In the original version of this article, my citation of the Speed Soloing example was intentionally anonymous — not a critique of Chris, just an available and illustrative example of a nearly universal issue in developmental technique. Nevertheless, a number of readers picked up on the source of the audio allusion, and construed it as a subtle dig. Not at all. In fact, from my perspective as both player and fan, Chris is an interesting case. For one thing, not all aspects of Chris’ playing on Speed Soloing were in need of remedial attention. Many licks, notably the pentatonic and arpeggiated chicken-picking examples, were tight on the money. The issue was specifically one of three-note-per-string alternate picking, and it was present on the 1987 Impellitteri EP as well as on its successor, 1988’s Stand in Line. Speed Soloing followed suit in 1989. Then, in the ’90s, a curious thing happened. It disappeared:

The clarity of Chris’ picking is more than evident in this example, sampled from the track Walk Away, off Impellitteri’s 1996 release Screaming Symphony. In fact, things started getting better as early as 1992’s Grin and Bear It. And not just a little better — a lot better. Better enough, in fact, that Chris was voted the second-fastest shredder of all time in a popularly-quoted compendium in Guitar One Magazine. Cheeky though the article’s tone may be, it is nevertheless the case that Chris is currently among the most well-respected names in pick mechanics.

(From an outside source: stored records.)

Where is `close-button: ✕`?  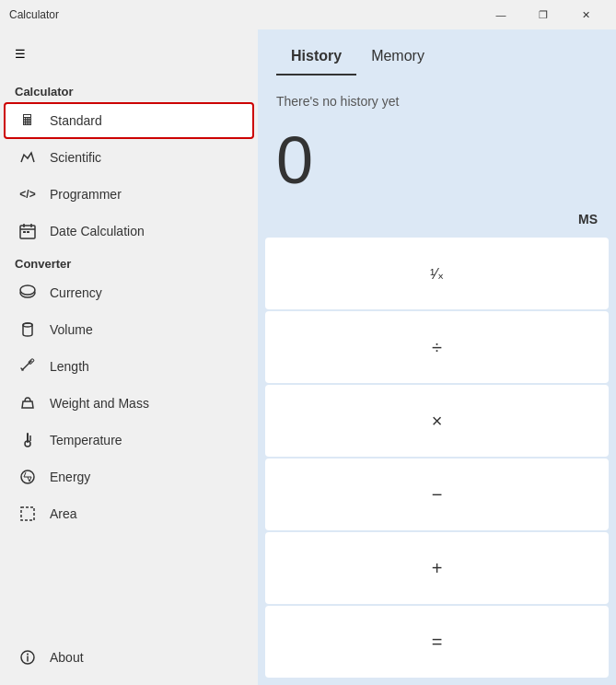 close-button: ✕ is located at coordinates (586, 15).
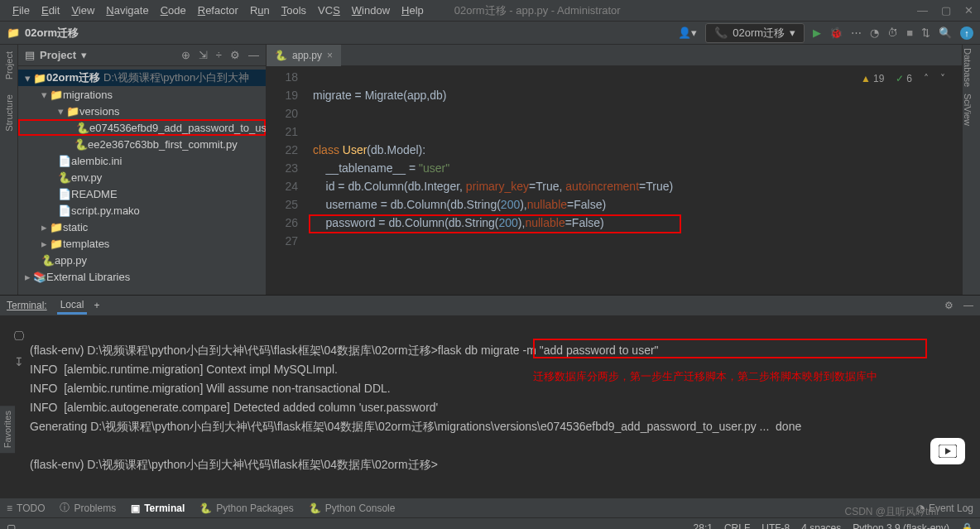 This screenshot has height=529, width=980. What do you see at coordinates (943, 79) in the screenshot?
I see `chevron-down-icon: ˅` at bounding box center [943, 79].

So this is quite an interesting development. I once asked Rusty Cooley what he though had happened to Chris in the interim, and he responded simply: “He practiced.” Well yes, and no. Databases at Google are no doubt stuffed full of the web pages of dedicated players doing daily battle with the same demons that beguiled Impellitteri in his early years. Yet the vast majority of these players never prove able to surmount the challenge, let alone rise to the ranks of the cleanest of all time. Spend even a few minutes time stretching your own material, and you’ll realize just how hard it is to play things perfectly at high speeds. Easy licks will grow all kinds of barnacles from stray picking and fretting hand movements, and hard licks become junkyards of metallic clang. By contrast, clean playing sounds clean both at high speeds and under high-powered magnification.

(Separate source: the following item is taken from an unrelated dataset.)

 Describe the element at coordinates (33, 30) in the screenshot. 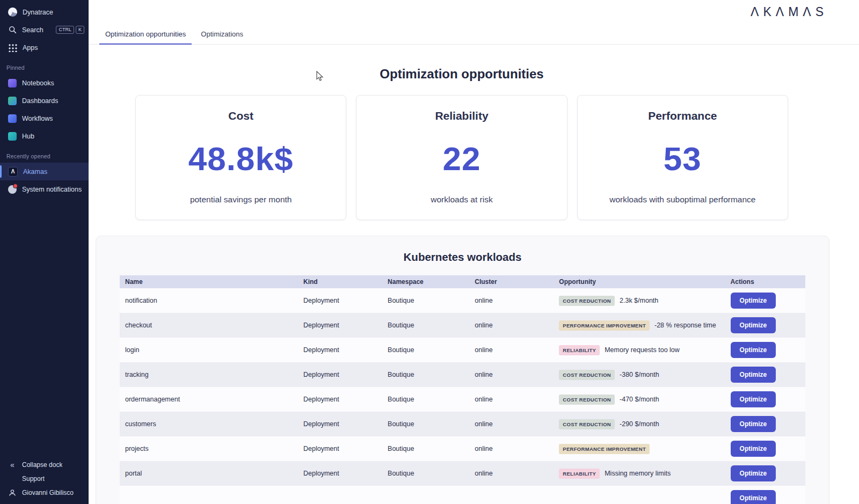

So hats off to Chris Impellitteri, who passes the time-stretch test with flying colors, and serves as a beacon for all in the battle with the dark lord of discontinuity. My film project, Cracking the Code: The Secrets of Shred Guitar will explore in great detail the mechanical steps taken by master players to vanquish the demons of slop.

Slow Healing

You’re just not cut out for the Brawny paper towels label until you’ve subjected your own riffing to the unflinching scrutiny of time shifting. Do the following: Record your best lick, slow it down, and count the errors. Whether you use a modern time stretching tool like The Amazing Slow Downer, a sampler like the Casio SK-1, or the audio equivalent of two flints and some dry leaves, like a variable-speed tape recorder, it doesn’t matter. What’s most important is that you actually ask the hard questions about your own playing. Do you hear exactly one cleanly articulated pickstroke per note? Or do you hear something that sounds like the theremin solo in Whole Lotta Love?

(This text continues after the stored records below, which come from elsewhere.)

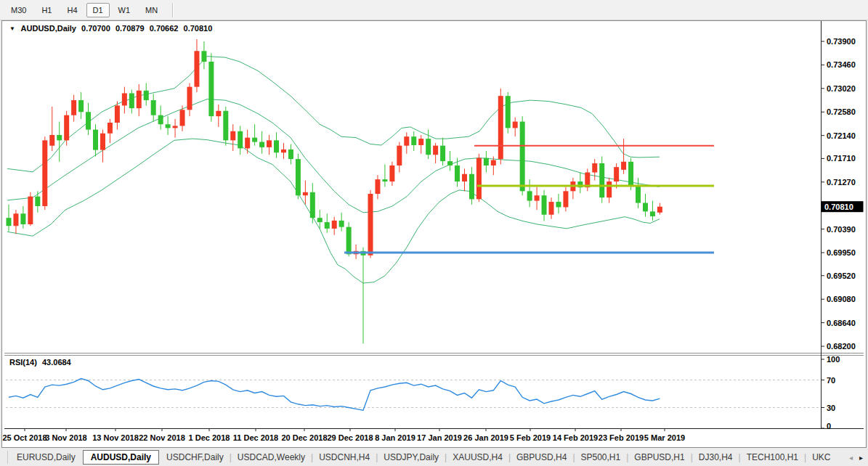 The width and height of the screenshot is (868, 466). I want to click on tab-ukc: UKC, so click(821, 457).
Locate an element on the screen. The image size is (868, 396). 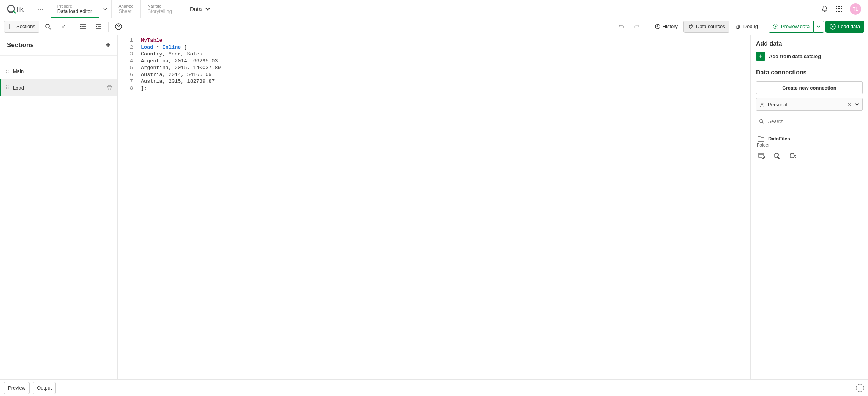
redo-button is located at coordinates (637, 27).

If you avoid this trial, thinking nobody will notice, think again. A sloppy lick at high speeds may fool novices, but it will not impress experienced players. And it will sound downright embarrassing slowed down. The Amazing Slow Downer costs a measly $40, which means that a kid with a Dimebag Darrell signature model and a paper route will soon be picking your playing apart as surely as if you had emailed him the tablature yesterday. You can rest assured, however, that marquis talents like Vai, Malmsteen, Impellitteri, Gilbert, Angelo, Moore, and others are spotlessly clean, even under close forensic inspection. This is of course one of the many reasons they deserve every bit of the adulation they receive. And why it takes a lot of slow listening to get to that level.